The European Union leads a true guerrilla campaign to build a single railway transport market, especially in the freight sector, or to maintain the current status-quo. The long-standing tradition of approaching the networks as independent-national structures with unique valences and with role in protecting local business has a say in market mobility. As we speak, the ministers and MEPs are besieged with divergent messages from lobby groups who want them to change the meaning of the proposed Fourth Railway Package by introducing exemptions and derogations that would permit, in the end, the preservation of a closed market, hostile to real liberalization. Although we are talking about a long-term vision which seeks to transfer a significant share of the cargo transport from roads to railways, the institutional and administrative barriers they want to preserve in Member States will perpetuate the market fragmentation by disrupting this desideratum.
Meanwhile, we are looking to the east, where the large geographical areas tend to join again to create an attractive framework for the forwarders on the routes linking the Far East to Europe. Russia has carried out its railway restructuring plans, conveying the sector into a real business platform where both local magnates and multinational groups activate. Repositioning RZD in a company dealing mainly with infrastructure and investments and the outsourcing combined with the privatization of transport activities permit the concentration of public financial resources to the development of infrastructure and to the participation to large international projects, together with a dynamics of transport investors which seems to outrun by far the activities of the European companies. The international stock exchange listing has become a trend which permits the attraction of capital, but also a certain business visibility and credibility. In this context, it is not surprising the perseverance of Russia, together with Kazakhstan and Belarus, in carrying on the “Eurasia” project, by setting up a railway joint-venture that would facilitate freight transport in the common space. Based on a joint technical and institutional tradition, interoperability is easy to ensure thus enabling the construction of attractive commercial offers for large intercontinental transport.
A similar vision can also be noticed in the central area of the Eurasian bloc. Among diplomatic crises and local ambitions, Turkey continues, with Georgia and Azerbaijan, the Baku-Tbilisi-Kars project (while still not permitting Armenia to join the project), while the joint project of Turkmenistan with Afghanistan and Tajikistan draws the attention of neighbours (China, Iran and Kyrgyzstan) to identifying faster and cheaper routes to the Indian Ocean. In this puzzle, it will be interesting to watch the future position of Iran which can get out of “isolation” over the next period and which, just like Armenia, seeks to ensure a north-south axis to link the Persian Gulf to Northern Russia.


Problem: Please copy out the lines in the entries that contain "medicare".

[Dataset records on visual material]
--- START ---
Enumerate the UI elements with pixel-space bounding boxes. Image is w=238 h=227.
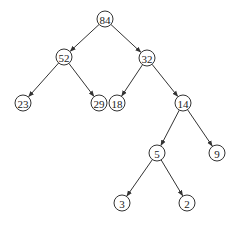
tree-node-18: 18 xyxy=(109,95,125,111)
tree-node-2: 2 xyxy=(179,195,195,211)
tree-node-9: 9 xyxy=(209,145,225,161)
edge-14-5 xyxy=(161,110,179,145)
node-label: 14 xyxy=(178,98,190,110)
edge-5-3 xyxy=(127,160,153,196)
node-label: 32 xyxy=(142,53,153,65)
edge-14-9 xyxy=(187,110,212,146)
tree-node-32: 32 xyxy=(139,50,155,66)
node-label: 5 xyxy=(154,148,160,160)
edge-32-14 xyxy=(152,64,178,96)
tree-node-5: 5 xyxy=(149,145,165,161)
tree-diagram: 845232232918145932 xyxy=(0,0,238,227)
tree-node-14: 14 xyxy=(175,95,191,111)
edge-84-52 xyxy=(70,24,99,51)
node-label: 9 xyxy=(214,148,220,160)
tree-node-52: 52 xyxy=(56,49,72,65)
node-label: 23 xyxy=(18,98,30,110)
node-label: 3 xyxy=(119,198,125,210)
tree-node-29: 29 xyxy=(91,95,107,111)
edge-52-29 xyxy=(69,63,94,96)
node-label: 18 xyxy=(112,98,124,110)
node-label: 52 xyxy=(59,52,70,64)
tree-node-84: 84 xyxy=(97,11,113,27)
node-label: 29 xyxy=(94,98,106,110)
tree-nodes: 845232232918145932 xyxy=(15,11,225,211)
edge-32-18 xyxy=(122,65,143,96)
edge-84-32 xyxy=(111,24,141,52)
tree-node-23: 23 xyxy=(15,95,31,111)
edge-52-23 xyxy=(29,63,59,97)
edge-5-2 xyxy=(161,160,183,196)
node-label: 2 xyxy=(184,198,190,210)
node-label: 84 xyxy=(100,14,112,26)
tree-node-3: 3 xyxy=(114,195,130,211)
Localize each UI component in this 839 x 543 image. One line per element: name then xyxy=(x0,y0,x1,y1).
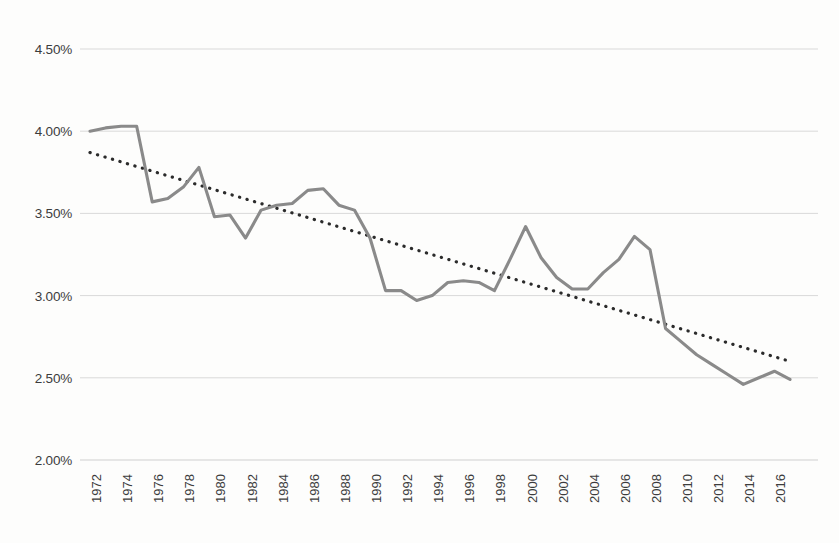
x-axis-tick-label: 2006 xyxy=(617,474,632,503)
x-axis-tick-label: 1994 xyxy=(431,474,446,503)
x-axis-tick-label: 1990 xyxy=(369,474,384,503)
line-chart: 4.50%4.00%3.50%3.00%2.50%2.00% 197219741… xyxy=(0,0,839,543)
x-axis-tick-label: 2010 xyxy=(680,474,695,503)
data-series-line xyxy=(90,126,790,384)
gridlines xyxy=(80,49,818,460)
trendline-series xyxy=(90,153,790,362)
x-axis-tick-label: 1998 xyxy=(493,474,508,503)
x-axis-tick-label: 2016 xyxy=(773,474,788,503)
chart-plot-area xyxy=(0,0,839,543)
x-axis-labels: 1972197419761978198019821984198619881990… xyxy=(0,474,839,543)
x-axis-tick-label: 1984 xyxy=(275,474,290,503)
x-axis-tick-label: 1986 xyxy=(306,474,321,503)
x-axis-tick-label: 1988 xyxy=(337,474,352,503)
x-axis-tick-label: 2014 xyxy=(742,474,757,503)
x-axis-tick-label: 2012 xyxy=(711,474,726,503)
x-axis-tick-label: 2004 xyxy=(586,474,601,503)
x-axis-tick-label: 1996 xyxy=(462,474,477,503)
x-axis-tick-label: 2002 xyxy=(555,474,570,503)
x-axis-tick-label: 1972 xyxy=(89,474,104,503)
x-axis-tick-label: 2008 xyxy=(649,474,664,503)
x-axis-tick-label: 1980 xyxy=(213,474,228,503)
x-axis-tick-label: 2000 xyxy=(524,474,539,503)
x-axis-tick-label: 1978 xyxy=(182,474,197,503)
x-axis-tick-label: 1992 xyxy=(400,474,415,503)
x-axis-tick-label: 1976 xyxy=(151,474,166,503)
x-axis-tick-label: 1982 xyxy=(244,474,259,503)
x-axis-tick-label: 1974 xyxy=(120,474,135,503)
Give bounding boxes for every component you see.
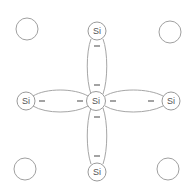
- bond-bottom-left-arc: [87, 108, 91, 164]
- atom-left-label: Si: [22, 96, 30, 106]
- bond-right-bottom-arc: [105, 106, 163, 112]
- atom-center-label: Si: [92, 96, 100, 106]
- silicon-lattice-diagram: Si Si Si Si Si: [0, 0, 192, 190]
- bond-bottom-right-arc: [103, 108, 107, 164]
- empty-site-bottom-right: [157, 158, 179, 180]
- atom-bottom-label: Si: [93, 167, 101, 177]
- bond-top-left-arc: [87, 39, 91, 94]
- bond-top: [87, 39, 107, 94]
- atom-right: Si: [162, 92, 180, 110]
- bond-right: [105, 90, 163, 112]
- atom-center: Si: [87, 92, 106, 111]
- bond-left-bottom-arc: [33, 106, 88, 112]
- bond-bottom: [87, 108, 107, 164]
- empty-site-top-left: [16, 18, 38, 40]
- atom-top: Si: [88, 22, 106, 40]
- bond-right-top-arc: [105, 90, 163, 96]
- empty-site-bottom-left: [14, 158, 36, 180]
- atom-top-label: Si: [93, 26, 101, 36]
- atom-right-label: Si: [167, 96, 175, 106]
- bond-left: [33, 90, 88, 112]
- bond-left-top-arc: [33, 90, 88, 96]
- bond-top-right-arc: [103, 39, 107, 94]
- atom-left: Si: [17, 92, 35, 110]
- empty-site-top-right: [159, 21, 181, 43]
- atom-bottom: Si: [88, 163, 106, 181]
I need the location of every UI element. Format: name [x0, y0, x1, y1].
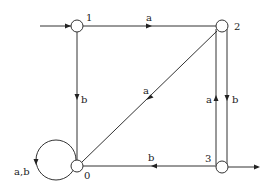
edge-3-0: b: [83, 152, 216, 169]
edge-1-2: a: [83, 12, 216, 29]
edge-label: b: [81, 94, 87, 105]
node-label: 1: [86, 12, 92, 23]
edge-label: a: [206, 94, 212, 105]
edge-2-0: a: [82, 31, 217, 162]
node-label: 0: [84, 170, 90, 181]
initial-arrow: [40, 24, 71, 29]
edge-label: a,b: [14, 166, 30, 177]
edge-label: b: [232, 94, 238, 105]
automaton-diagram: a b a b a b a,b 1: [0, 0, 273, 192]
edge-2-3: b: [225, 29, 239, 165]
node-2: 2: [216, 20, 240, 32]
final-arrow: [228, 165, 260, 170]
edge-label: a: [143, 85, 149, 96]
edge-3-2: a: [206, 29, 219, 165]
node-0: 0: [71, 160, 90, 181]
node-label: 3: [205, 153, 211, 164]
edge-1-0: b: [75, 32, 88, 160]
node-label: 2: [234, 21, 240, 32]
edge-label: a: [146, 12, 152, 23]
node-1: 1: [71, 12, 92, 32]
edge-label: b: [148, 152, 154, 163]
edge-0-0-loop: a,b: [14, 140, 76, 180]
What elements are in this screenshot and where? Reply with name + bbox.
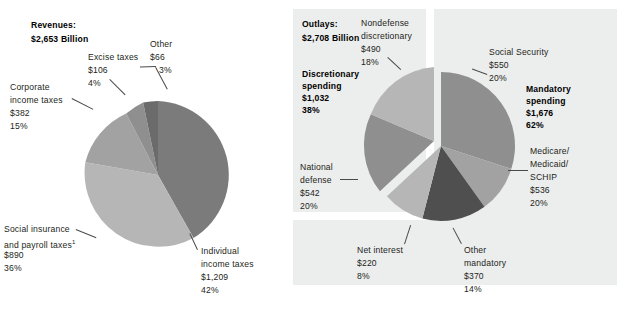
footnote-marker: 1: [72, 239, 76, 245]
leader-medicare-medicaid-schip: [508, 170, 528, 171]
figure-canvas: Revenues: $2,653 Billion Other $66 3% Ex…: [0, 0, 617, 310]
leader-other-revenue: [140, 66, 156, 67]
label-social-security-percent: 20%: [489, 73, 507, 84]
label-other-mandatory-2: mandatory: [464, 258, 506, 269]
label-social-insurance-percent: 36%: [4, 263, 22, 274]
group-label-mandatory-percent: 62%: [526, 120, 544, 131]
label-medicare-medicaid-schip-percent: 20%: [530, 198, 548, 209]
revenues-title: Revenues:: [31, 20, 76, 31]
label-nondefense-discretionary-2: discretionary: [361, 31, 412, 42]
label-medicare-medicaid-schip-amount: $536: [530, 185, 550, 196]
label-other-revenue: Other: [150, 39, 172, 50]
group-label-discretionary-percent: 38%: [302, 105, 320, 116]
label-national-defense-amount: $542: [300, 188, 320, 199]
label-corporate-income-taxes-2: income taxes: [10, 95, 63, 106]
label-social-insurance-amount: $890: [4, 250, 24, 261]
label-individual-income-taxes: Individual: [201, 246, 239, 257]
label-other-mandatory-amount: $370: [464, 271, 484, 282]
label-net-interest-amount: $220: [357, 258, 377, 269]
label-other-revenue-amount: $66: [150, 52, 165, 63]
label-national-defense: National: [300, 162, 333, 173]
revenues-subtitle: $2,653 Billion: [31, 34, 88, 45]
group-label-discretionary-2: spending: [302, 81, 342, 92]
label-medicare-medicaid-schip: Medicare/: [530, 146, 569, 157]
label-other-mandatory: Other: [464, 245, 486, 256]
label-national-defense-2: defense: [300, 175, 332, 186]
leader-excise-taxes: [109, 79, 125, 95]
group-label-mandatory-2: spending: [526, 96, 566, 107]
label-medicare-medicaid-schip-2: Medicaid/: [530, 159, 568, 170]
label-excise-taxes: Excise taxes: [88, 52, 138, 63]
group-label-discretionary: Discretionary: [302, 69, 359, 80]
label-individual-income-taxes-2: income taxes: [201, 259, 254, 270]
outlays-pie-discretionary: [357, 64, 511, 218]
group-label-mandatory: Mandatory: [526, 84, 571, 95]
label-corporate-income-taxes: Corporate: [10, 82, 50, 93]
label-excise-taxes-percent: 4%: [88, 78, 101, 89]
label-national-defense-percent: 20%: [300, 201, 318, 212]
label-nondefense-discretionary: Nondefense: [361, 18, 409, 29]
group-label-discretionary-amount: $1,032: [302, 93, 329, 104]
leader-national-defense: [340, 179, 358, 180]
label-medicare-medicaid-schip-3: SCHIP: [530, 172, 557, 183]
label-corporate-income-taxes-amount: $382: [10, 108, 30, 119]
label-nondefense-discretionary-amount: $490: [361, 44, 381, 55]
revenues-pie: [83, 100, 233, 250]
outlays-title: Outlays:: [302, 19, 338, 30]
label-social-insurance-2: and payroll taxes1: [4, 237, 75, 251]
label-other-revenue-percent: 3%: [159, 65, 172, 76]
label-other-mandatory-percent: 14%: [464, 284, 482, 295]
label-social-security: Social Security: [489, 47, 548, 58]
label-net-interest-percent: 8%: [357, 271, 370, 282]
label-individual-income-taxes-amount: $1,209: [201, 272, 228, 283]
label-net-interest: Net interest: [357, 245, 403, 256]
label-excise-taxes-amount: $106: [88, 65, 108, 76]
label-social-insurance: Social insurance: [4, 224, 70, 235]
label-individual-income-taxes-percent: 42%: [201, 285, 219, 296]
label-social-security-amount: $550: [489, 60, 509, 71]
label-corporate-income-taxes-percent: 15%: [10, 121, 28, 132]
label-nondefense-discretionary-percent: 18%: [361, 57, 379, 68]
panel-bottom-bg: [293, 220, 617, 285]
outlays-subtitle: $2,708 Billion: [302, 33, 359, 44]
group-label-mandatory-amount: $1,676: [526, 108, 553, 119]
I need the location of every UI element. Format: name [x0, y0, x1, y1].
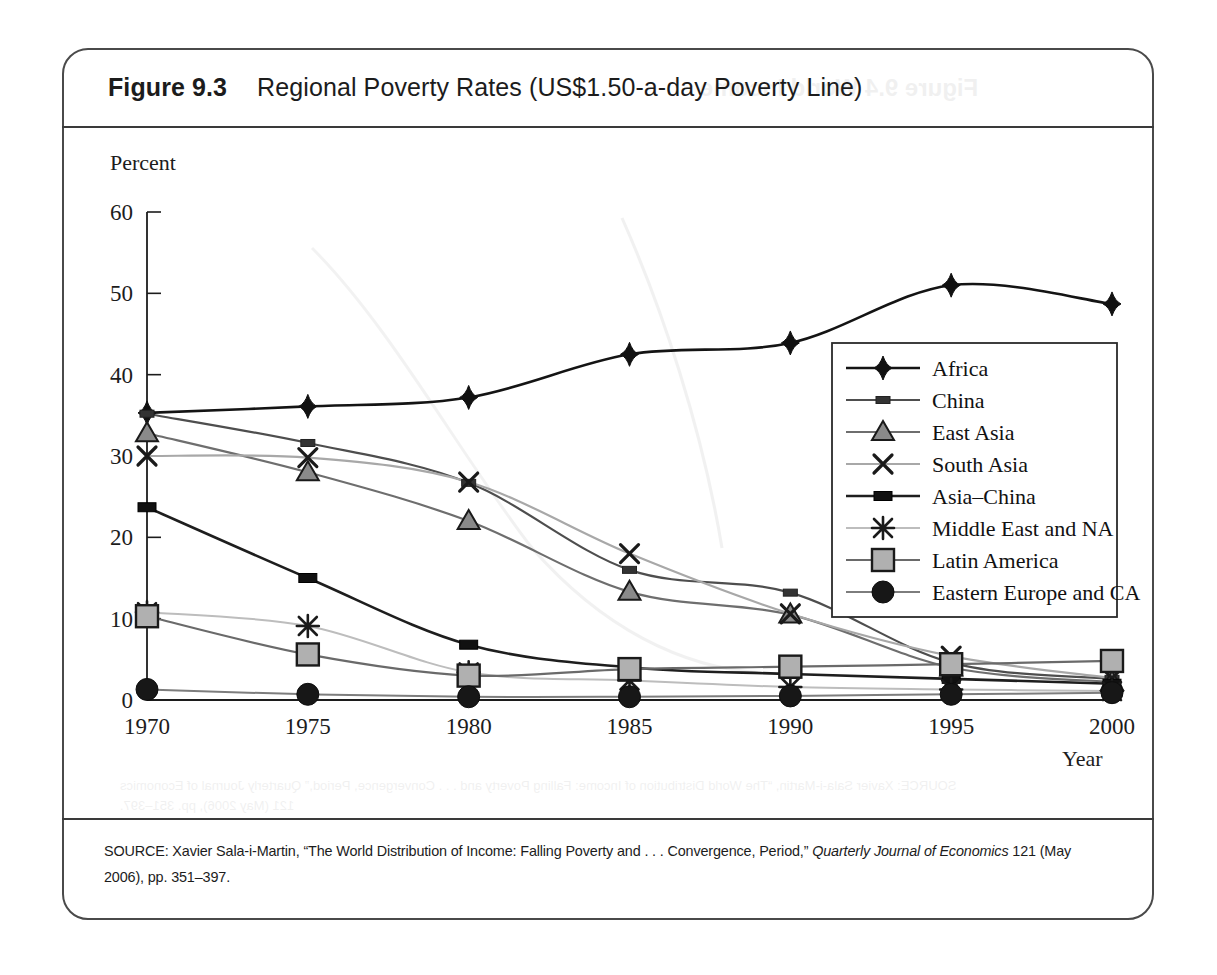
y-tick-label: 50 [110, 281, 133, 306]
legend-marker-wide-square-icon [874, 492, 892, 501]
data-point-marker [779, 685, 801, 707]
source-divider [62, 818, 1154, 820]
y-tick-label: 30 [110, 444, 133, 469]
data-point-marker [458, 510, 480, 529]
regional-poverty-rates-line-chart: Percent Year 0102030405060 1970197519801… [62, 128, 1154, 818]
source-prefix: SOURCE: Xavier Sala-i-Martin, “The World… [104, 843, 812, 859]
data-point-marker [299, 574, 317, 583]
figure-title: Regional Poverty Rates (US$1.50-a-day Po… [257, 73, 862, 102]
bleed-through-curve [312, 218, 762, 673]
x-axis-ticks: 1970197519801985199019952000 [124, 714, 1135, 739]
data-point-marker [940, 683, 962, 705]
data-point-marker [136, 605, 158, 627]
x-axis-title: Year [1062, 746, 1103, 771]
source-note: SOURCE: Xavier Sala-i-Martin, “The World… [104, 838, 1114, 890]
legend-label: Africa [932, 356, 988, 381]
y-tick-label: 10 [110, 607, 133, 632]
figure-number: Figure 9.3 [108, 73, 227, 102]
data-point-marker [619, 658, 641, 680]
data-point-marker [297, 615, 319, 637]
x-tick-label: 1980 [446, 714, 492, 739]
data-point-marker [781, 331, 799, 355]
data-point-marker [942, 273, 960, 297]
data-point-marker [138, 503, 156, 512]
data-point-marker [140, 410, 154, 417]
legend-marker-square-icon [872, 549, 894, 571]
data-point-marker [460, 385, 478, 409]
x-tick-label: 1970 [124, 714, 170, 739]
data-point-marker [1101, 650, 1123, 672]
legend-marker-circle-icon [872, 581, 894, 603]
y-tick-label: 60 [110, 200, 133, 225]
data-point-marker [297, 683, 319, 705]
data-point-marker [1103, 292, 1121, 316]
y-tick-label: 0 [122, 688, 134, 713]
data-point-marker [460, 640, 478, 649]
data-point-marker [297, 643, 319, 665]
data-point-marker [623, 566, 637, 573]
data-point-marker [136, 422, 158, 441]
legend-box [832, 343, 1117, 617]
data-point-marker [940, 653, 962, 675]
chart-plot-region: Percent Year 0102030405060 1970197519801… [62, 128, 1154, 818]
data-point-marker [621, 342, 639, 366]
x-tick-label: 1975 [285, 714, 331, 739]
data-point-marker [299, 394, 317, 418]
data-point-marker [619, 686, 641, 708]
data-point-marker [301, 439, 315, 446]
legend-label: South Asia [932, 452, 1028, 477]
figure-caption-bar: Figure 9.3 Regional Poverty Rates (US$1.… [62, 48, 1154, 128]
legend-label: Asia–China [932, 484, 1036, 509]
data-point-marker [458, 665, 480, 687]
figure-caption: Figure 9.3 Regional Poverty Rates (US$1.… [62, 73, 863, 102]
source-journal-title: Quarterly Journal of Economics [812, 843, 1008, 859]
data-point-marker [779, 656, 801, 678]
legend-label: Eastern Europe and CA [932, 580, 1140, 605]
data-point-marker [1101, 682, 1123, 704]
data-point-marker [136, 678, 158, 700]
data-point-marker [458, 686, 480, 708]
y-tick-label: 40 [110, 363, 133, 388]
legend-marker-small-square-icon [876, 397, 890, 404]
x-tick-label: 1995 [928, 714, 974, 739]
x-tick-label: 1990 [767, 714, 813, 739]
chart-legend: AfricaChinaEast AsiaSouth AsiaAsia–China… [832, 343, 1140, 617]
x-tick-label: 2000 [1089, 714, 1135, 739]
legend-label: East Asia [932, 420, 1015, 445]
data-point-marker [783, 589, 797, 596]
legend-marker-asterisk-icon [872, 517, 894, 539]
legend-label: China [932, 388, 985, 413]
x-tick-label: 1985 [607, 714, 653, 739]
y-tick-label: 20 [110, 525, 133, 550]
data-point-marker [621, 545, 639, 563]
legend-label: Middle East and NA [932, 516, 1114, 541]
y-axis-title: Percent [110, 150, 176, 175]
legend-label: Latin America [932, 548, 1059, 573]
--- END ---
Exercise result:
leader-medicare-medicaid-schip: [508, 170, 528, 171]
label-medicare-medicaid-schip-percent: 20%: [530, 198, 548, 209]
label-medicare-medicaid-schip-amount: $536: [530, 185, 550, 196]
label-medicare-medicaid-schip: Medicare/: [530, 146, 569, 157]
label-medicare-medicaid-schip-2: Medicaid/: [530, 159, 568, 170]
label-medicare-medicaid-schip-3: SCHIP: [530, 172, 557, 183]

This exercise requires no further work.